The Register Citizen (Torrington, CT)
Connecticut should push up homeownership, not prices
Among the many complaints about the Malloy administration and Connecticut is that residential real estate prices have been stagnant or declining. The Republican candidate for governor, Bob Stefanowski, has pressed this point often.
Of course homeowners usually like their property to increase in value, but not always. Retirees are not so happy about it when their rising property wealth is reflected in higher property tax bills. More important, housing is not a financial asset for the whole population, since many people are renters, nor is housing a financial asset alone. Rather, housing is first of all a necessity of life as much as food, electricity, gasoline, heating oil, and medical care. Nobody except the vendors of those necessities celebrates when those prices go up.
Because Connecticut state government policies long have been so mistaken and counterproductive, the state’s economy has been lagging the nation’s for many years, and that has tended to depress housing prices. But those policies have depressed incomes as well, making housing more expensive for ordinary people anyway. Further, the state’s land use policy, giving great discretion to municipal zoning agencies, makes housing more expensive still, since most towns prohibit or discourage multifamily and inexpensive housing.
Just last week, the zoning board in Newington, a town where “affordable” housing constitutes less than 10 percent of the supply, rejected a plan to build 81 low- and moderate-rent apartments near a stop on the bus highway between Hartford and New Britain. The board purported to oppose the project because of the difficulty of building an adequate sidewalk from the apartments to the bus stop. But being so low, Newington’s affordable housing supply suggests that the zoning board is mainly unenthusiastic about admitting people who will be renters instead of homeowners.
Such disdain of renters is common and is fair to an extent. Connecticut’s poverty policy long has failed, creating poverty more than eliminating it, and the poor often are a drain on their communities, consuming more in public services than they produce in taxes. But concentrating the poor in the cities, the few places where multifamily housing is allowed, has profound social and financial costs too.
As long as Connecticut is content for poverty policy to create rather than reduce poverty, the cities can’t be improved without exporting their poor to the suburbs, and politics has yet to summon the nerve to force the suburbs to take them. It probably never will.
So Connecticut might do well to examine housing policy in Singapore, a city-state with little income inequality and a homeownership rate of 90 percent. This has been achieved in large part because the Singaporean government lets people use their social insurance tax withholdings to purchase housing, whose construction the government arranges — beautiful condominium towers with many amenities, largely owneroccupied. The poor become property owners, gain respect for property, build equity, and become middle class.
Singapore does something Connecticut can’t. It forces ethnic integration in housing so people of Chinese, Malay, and European descent cannot isolate themselves. But Connecticut could achieve integration in governmentsponsored condos by arranging residency by income levels, which is sometimes done already in privately built housing and indeed was planned for those apartments in Newington.
Poor people who are about to become owners of modest condos might be more welcome in the suburbs — and more successful.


* _Task objective_: Transcribe all the records exactly and omit any images they hold.

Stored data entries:
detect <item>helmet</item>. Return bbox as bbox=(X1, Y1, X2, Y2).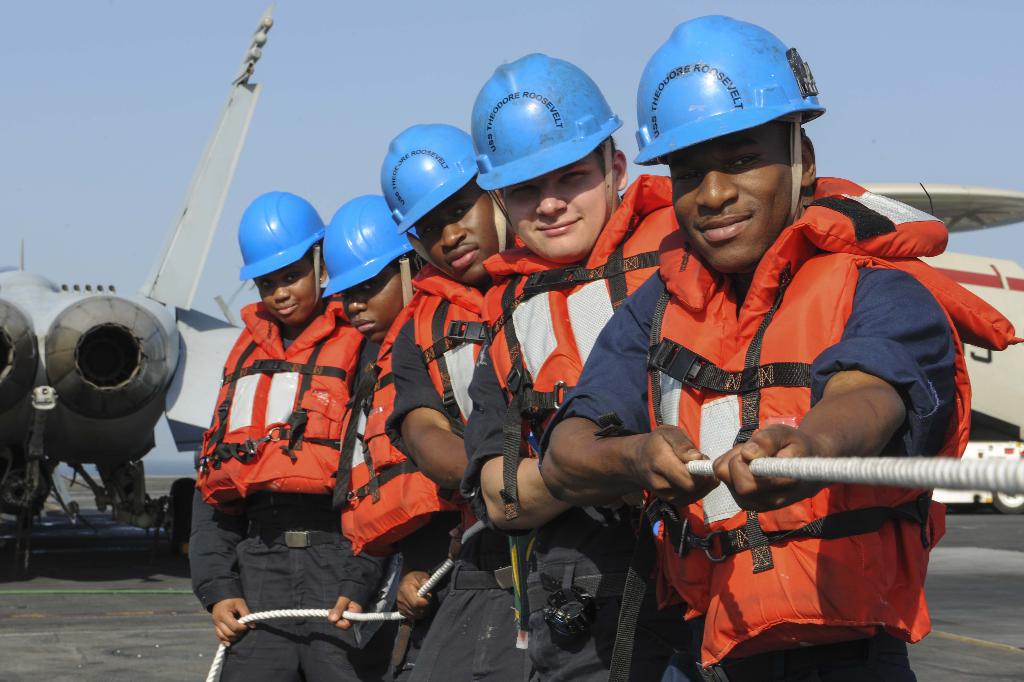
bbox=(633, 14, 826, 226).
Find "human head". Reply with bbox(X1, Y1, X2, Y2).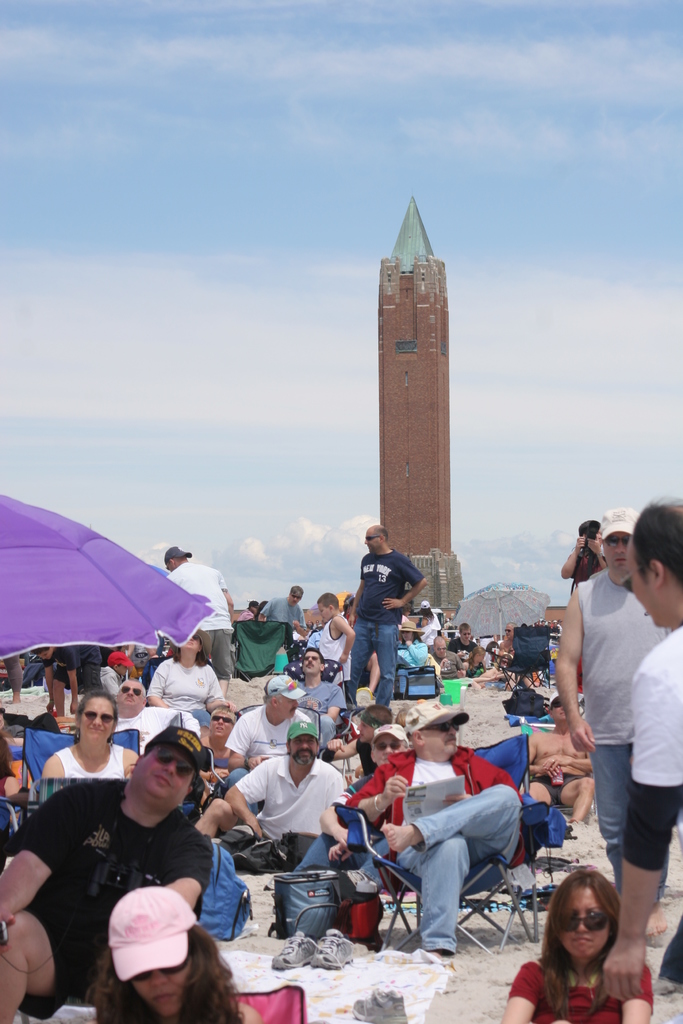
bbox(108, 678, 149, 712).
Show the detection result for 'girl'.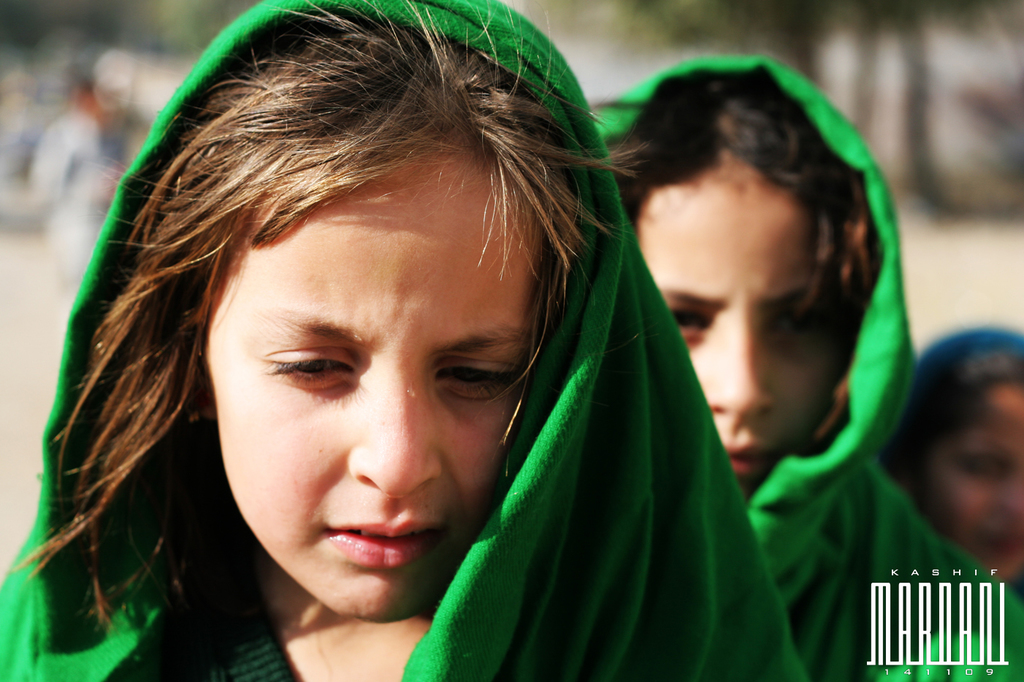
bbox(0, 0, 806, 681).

* _Solution to this exercise_:
detect <item>helmet</item>. Return bbox as bbox=(X1, Y1, X2, Y2).
bbox=(633, 14, 826, 226).
Find "human head". Reply with bbox(X1, Y1, X2, Y2).
bbox(108, 678, 149, 712).
Show the detection result for 'girl'.
bbox(0, 0, 806, 681).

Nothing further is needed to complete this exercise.